Page 118 of Death is My BFF

“Clearly!You know, at this point, nothing really surprises me!

Angel of Death, this is my Aunt Sarah, demon hunter. Aunt Sarah, this is the Angel of Death.”

“Hi,” Death said, then cleared his throat. “I mean,yo.”

I faced Aunt Sarah. “He’s a psychopath.”

“It’s an art, like anything else,” Death said.

“I was under the impression he was just an asshole,” Aunt Sarah quipped.

“You two spoil me with compliments.” Death tipped his head back over the railing behind him, lounging without a care. “Faith, your aunt and I already know each other. She and Lucifer crossed paths once or twice—”

“Shut up,” my aunt snapped at him. “Shut your mouth, or I’ll stick this cross so far up your ass—”

She stopped midsentence, as Death picked himself up and rose to his incredible height. He raised a huge boot to the railing at the back of his cart, then the other, and balanced impossibly on the edge like a cat. His leather jacket had evaporated into darkness, shadows billowing out from his frame into a long regal cloak, which whipped around in the night. At the sight of his looming frame, Aunt Sarah backpedaled a few steps, and me with her. With a sinister laugh, Death took a single long stride, stepping over the gap between our carts. He jumped down in front of us, metal clinking underneath his cloak as the cart shuddered from his weight.

“If you think I feel threatened by a little pocket cross,” he growled in that deep, lilted voice, “you’regravelymistaken.” With a slight swish of a gloved hand, his enormous scythe appeared at his side, gleaming in the night.

Aunt Sarah gripped the cross tighter, and I could see her fingers were trembling. “I’m not afraid of you. I have the power of the Ancients by my side.”

Death cocked his head. “I was wondering what that smell was.”

“Lucifer knows better than to send you to harm a hunter of the Guild,” Aunt Sarah said. “The Elders will find out, and who knows, maybe this will be the last straw. Maybe you’ll get your wings sliced off again. Unless you want the flight of a penguin, I suggest you leave us alone and go prey on someone else.”

“You’re clearly out of the loop.” Death weighed the staff of his scythe in his gloved hands. “I’m not here for you. I’m here forher.”

Aunt Sarah looked at me in quiet horror. “What?”

“Faith died, I spared her life with a deal,” Death explained,

“and now she owes me. It’s time for me to collect what is mine: her soul . . . andher. Attempt to break this arrangement, and you will only be damaging your niece in the process.”

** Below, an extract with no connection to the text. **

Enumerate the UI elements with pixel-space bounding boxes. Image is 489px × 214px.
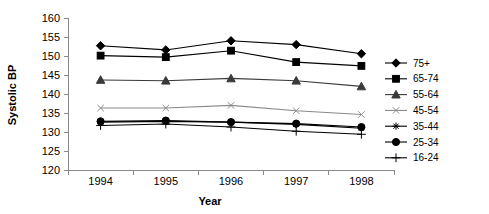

Aunt Sarah kept her attention daggered to Death, like he might attack her at any moment. “Why didn’t you tell me about this, Faith?”

“Because I prefer my bedroom over padded cell walls? How was I supposed to know you were so well acquainted with the supernatural world?”

“I’m so sorry you had to find out this way,” she said. “I can’t tell anyone what I am. Not even my own sister. As for you, Fallen, my niece and I are getting off this ride. If you follow us, Iwillcondemn you to Hell.”

“By all means, go for it,” Death dared. “It’s a little nippy outside anyway.”

“If you’re after the book, you’re wasting your time,” she added.

“Faith knows nothing about it, and she doesn’t know where it is.

Nobody does.”

“A book,” I echoed, suddenly recalling what Ace had told me in his séance room about me leading those who sought the book. “TheBook of the Dead,” I said, recalling the name. “You’re talking about theBook of the Dead.”

Shouldn’t have said that out loud.

Panic filled Aunt Sarah’s expression. “Who told you about theBook of the Dead?”

“If I had to guess, she learned about it from a warlock, Ace,”

Death answered, sounding entertained by my aunt’s panic. He maneuvered his scythe in a skilled movement and rested it on the back of his shoulders with his arms draped over the pole.

“I don’t understand,” Aunt Sarah said. “What do you want from Faith?”